Between
10/38 and 4/39, Sergio Stefanutti designed the SAI.7 as a
high-performance touring plane for the civil market. Undoubtedly
one of the best looking aircraft ever designed, the SAI.7
possessed exceptionally clean lines, was of wooden construction
with plywood skin. The SAI.7 was the first Ambrosini airplane
with retractable landing gear, in this instance of the
fully-retractable tail wheel type with wide-track main units that
swung inward and upward into the roots of the cantilever low-set
wing. The first two aircraft were completed in 7/39 with a
windscreen design that extended right to the nose for a very
clean entry, and were entered in the Avio Raduno del Littorio
competition that started a few days after the machines made
their maiden flights. The aircraft were too under developed to
win the competition, but nonetheless put in a very credible
performance that included a maximum speed of 251 mph with a 280
hp air-cooled Hirth HM 508D inverted-Vee engine. One aircraft
took a class closed-circuit speed record over 61.2 miles with a
speed of 244 mph. The high
speed/power ratio of the SAI.7 caught the imagination of the Italian air
force which saw considerable possibilities in the concept of a
lightweight interceptor that could be built in large numbers without
drawing on the country's strategic stockpile of aluminum alloys. Little
was done about the military potential of the SAI.7 in the short-term,
however, and it was 1941 before Stefanutti began work on a fighter
trainer derived from the SAI.7 with the Hirth engine being replaced by a
280 hp Isotta-Fraschini Beta RC.10 inverted-Vee engine. The fuselage and
wingspan were increased and the faired racing windscreen was replaced by
a conventional stepped windscreen at the front of a more heavily framed
cockpit enclosure with two rearward sliding sections for access, and the
landing gear was modified with a fixed tailwheel. These changes
increased the maximum take-off weight, but the maximum speed was reduced
only slightly to 248.5 mph. By the time the first of an eventual 10
SAI.7 fighter trainers appeared, the increasingly difficult military
position in which Italy found itself was reflected in the emphasis on
combat aircraft rather than trainers; and so further work on the fighter
trainer variant was abandoned until after the war when it was revived
and led to the S.7 and Supersette trainers. Throughout
this process Stefanutti and the Italian air ministry had not lost sight
of the SAI.7's potential for development into a lightweight fighter. In
1942 Ambrosini evolved the SAI.107 as an experimental fighter for full
evaluation of this potential. The new type was essentially a single-seat
derivative of the fighter trainer was a considerably more powerful
engine in the form of a 540 hp Isotta-Frashini Gamma RC.35 IS inverted-Vee
engine driving a two bladed propeller. This prototype recorded a maximum
speed of 348 mph and confirmed that a viable interceptor was possible.
Stefanutti then proceeded to the design of a fighter with full
operational equipment including armament. This was the SAI.207 that
otherwise differed from the SAI.107 only in its more powerful engine
driving a three-bladed propeller. Flight trials began in 1942, and in
the course of these, the first SAI.207 recorded a dive speed of 596 mph
at 9,845 ft, corresponding to Mach .86.
The Italian
air ministry ordered Ambrosini to begin work on a pre-production batch
and placed an order for 2,000 production aircraft. In the event only 13
of the pre-production aircraft were completed, three of them being
allocated to the 3rd Stormo Caccia Terrestre during 7/43 for operational
trials. Italy secured an armistice with the Allies just two months
later. Production of the SAI.207 had meanwhile been cancelled in favor
of its SAI.403 Dardo (dart) derivative. This essentially was a more
sophisticated version of the SAI.207 with the same type of stressed-skin
wooden construction, but which had fully retractable landing gear rather
than the 207's combination of retractable main gear and fixed tailwheel.
In addition, changes included a revised tail unit with a
variable-incidence tailplane, greater ammunition capacities, and an
upgraded powerplant in the form of the 750 hp Isotta-Fraschini Delta
RC.21/60 Serie I-IV driving a three-bladed Piaggio constant-speed
propeller.
The three
variants of the SAI.403 planned were the Dardo-A lightweight interceptor
with armament restricted to two 12.7mm machine guns, the Dardo-B
general-purpose fighter with two 20mm cannon and two 12.7mm machine
guns, and the Dardo-C long-range fighter with 2 20mm cannon and
provision for two 39.6 US gallon drop tanks supplementing the internal
fuel capacity from the 79.25 US gallon of the Dardo A/B to 108.3 US
gallon. The first SAI.403 flew late in 1942 and revealed exceptional
performance, including a maximum speed of 404 mph at 23,620 ft. This
resulted in the termination of the SAI.207 in favor of 3,000 of the
SAI.403 to be produced. None of these fighters had been delivered before
the Italian armistice with the Allies and the closing of the program.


◆ **THE TASK**: Each line below that holds the word "Produtos" counts once; state the total number of such lines and nothing else.

◆ **MATERIAL SUPPLIED**:
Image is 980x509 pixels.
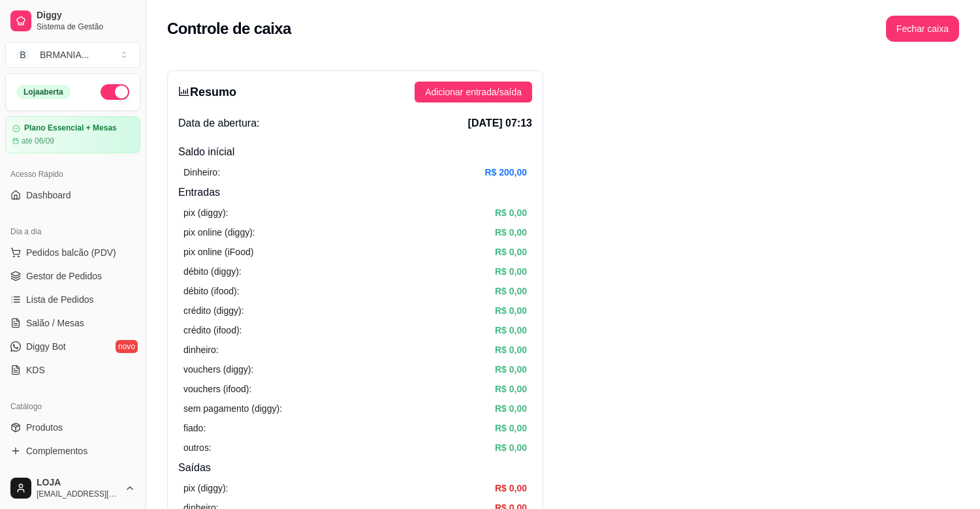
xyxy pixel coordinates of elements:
article: fiado: [183,421,205,436]
button: LOJA[EMAIL_ADDRESS][DOMAIN_NAME] [5,472,140,504]
article: R$ 0,00 [495,363,527,377]
article: sem pagamento (diggy): [183,402,282,416]
article: R$ 0,00 [495,245,527,259]
article: vouchers (ifood): [183,382,251,396]
article: R$ 0,00 [495,343,527,357]
article: R$ 0,00 [495,323,527,338]
span: Data de abertura: [179,115,260,131]
article: crédito (ifood): [183,323,241,338]
a: DiggySistema de Gestão [5,5,140,37]
a: Salão / Mesas [5,313,140,334]
article: R$ 0,00 [495,382,527,396]
div: Dia a dia [5,221,140,242]
a: Gestor de Pedidos [5,266,140,287]
button: Pedidos balcão (PDV) [5,242,140,263]
article: até 06/09 [21,136,54,146]
span: LOJA [37,477,120,489]
h3: Resumo [179,83,237,101]
article: crédito (diggy): [183,304,244,318]
div: BRMANIA ... [40,48,88,62]
span: Complementos [26,445,88,457]
article: pix (diggy): [183,205,228,220]
span: Produtos [26,421,63,434]
span: Adicionar entrada/saída [425,85,522,99]
span: B [16,48,29,62]
div: Acesso Rápido [5,163,140,185]
button: Alterar Status [101,84,130,100]
a: Complementos [5,440,140,462]
h2: Controle de caixa [167,18,291,39]
article: pix online (diggy): [183,225,255,239]
span: KDS [26,363,45,377]
h4: Saídas [179,460,532,476]
button: Select a team [5,42,140,68]
article: R$ 0,00 [495,304,527,318]
article: dinheiro: [183,343,219,357]
article: R$ 200,00 [484,165,527,179]
article: outros: [183,440,212,455]
article: R$ 0,00 [495,264,527,279]
article: Plano Essencial + Mesas [24,123,117,133]
article: débito (ifood): [183,284,239,298]
article: pix online (iFood) [183,245,254,259]
span: Lista de Pedidos [26,293,94,306]
article: R$ 0,00 [495,225,527,239]
h4: Entradas [179,185,532,200]
div: Loja aberta [16,85,71,99]
span: [DATE] 07:13 [468,115,532,131]
article: Dinheiro: [183,165,220,179]
a: Lista de Pedidos [5,289,140,310]
h4: Saldo inícial [179,145,532,160]
article: R$ 0,00 [495,205,527,220]
article: R$ 0,00 [495,402,527,416]
span: Salão / Mesas [26,317,84,330]
span: Sistema de Gestão [37,21,135,32]
article: R$ 0,00 [495,421,527,436]
span: [EMAIL_ADDRESS][DOMAIN_NAME] [37,489,120,499]
article: R$ 0,00 [495,284,527,298]
article: pix (diggy): [183,481,228,496]
article: R$ 0,00 [495,440,527,455]
article: débito (diggy): [183,264,241,279]
a: KDS [5,360,140,380]
button: Fechar caixa [886,16,959,42]
div: Catálogo [5,396,140,417]
span: Diggy [37,10,135,21]
span: Dashboard [26,188,71,202]
a: Produtos [5,417,140,438]
article: R$ 0,00 [495,481,527,496]
article: vouchers (diggy): [183,363,254,377]
a: Plano Essencial + Mesasaté 06/09 [5,116,140,154]
a: Dashboard [5,185,140,205]
span: Pedidos balcão (PDV) [26,246,116,259]
span: bar-chart [179,86,190,97]
span: Diggy Bot [26,340,66,354]
button: Adicionar entrada/saída [415,81,532,103]
span: Gestor de Pedidos [26,270,102,283]
a: Diggy Botnovo [5,336,140,357]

◆ **WRITTEN RESPONSE**: 2